Committing a settings.json file with real credentials is one of the most common Meteor security mistakes. If your repository ever goes public, gets forked, or your image ends up in a public registry, those credentials are exposed permanently. Git history never forgets.
The Essential Setup
Two things to do right now if you haven't already.
Update Your .gitignore
Add these entries so secrets files never get committed accidentally:
settings.json
settings-*.json
.settings-*.json
env/Commit a Settings Template
Keep a settings.example.json in your repository as documentation. This is safe to commit because it contains no real values. It shows your team exactly what configuration they need.
{
"galaxy.meteor.com": {
"env": {
"MONGO_URL": "YOUR_MONGO_URL",
"MAIL_URL": "YOUR_MAIL_URL"
}
},
"private": {
"stripeKey": "YOUR_STRIPE_KEY"
},
"public": {
"appName": "My App"
}
}Already Committed Secrets?
Removing them from current files isn't enough. They're still in your Git history. Use BFG Repo-Cleaner to scrub them. Test on a clone first since BFG rewrites history and anyone with a local copy will need to re-clone. After cleanup, rotate every credential that was ever committed. Assume they've been exposed.
Using a Secrets Manager
A secrets manager stores credentials securely and injects them at deploy time. No secrets in code. No secrets in Git.
Popular options:
- Infisical: Open source with a generous free tier
- Doppler: Universal secrets platform with team features
- HashiCorp Vault: Enterprise-grade
- AWS Secrets Manager: Native AWS integration
The pattern is the same regardless of which you choose: store your settings.json content as a secret (for example, a variable named SETTINGS_JSON), fetch it at deploy time, write it to a temp file, deploy, then delete the temp file.
Deploy Script
Here's a minimal deploy script using Infisical.
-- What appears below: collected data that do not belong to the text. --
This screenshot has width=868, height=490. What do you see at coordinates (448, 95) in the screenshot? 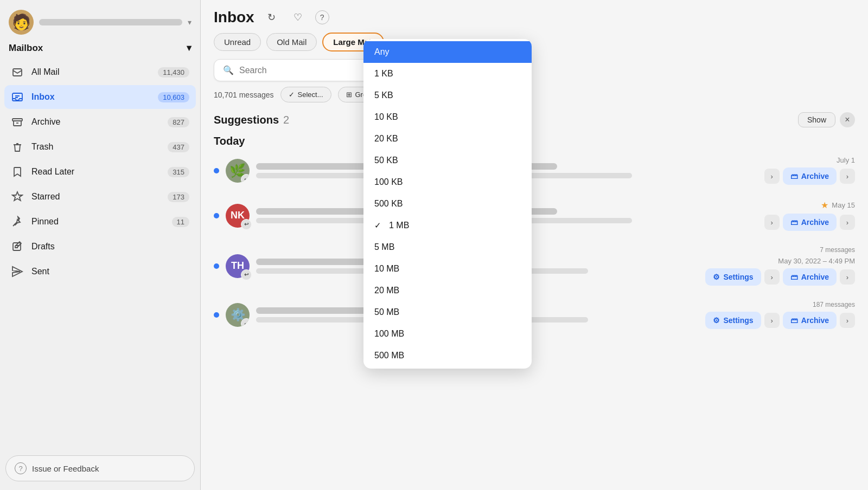
I see `dropdown-item-5kb: 5 KB` at bounding box center [448, 95].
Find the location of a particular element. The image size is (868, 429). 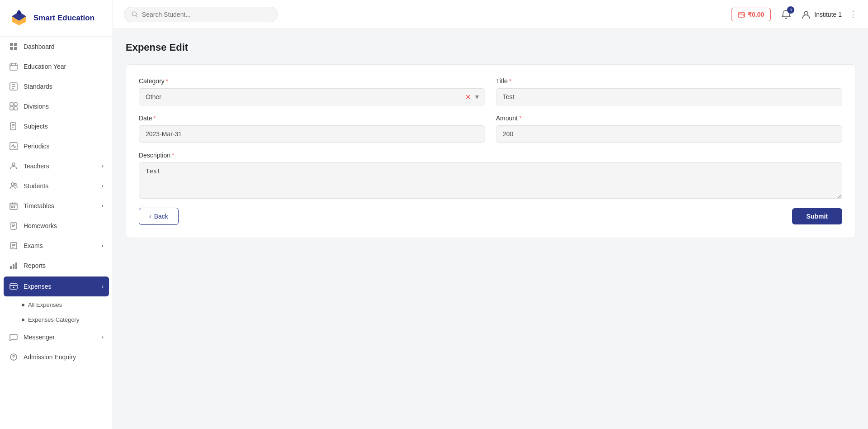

The same pattern works with any secrets manager.
#!/bin/bash
set -e
APP_NAME="my-app"
ENVIRONMENT="prod"
TEMP_SETTINGS=".settings-deploy-$$.json"
infisical secrets get SETTINGS_JSON --env=$ENVIRONMENT --plain > $TEMP_SETTINGS
meteor deploy $APP_NAME --settings $TEMP_SETTINGS
rm -f $TEMP_SETTINGSMake it executable with chmod +x deploy.sh, then run ./deploy.sh. The temp file is cleaned up automatically even if deployment fails.
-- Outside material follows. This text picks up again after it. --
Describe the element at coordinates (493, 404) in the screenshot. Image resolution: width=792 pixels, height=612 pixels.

For multiple environments, pass different values:
ENVIRONMENT=staging APP_NAME=staging.myapp.com ./deploy.sh
ENVIRONMENT=prod APP_NAME=myapp.com ./deploy.shCI/CD Automation
For automated deployments from GitHub Actions, store your secrets manager credentials and your METEOR_TOKEN (from ~/.meteor/meteor_token.json) as GitHub Actions secrets. Then fetch your SETTINGS_JSON from the secrets manager during the workflow, write it to disk, deploy, and clean up.
See the Infisical GitHub Actions docs for a complete example using Machine Identity authentication.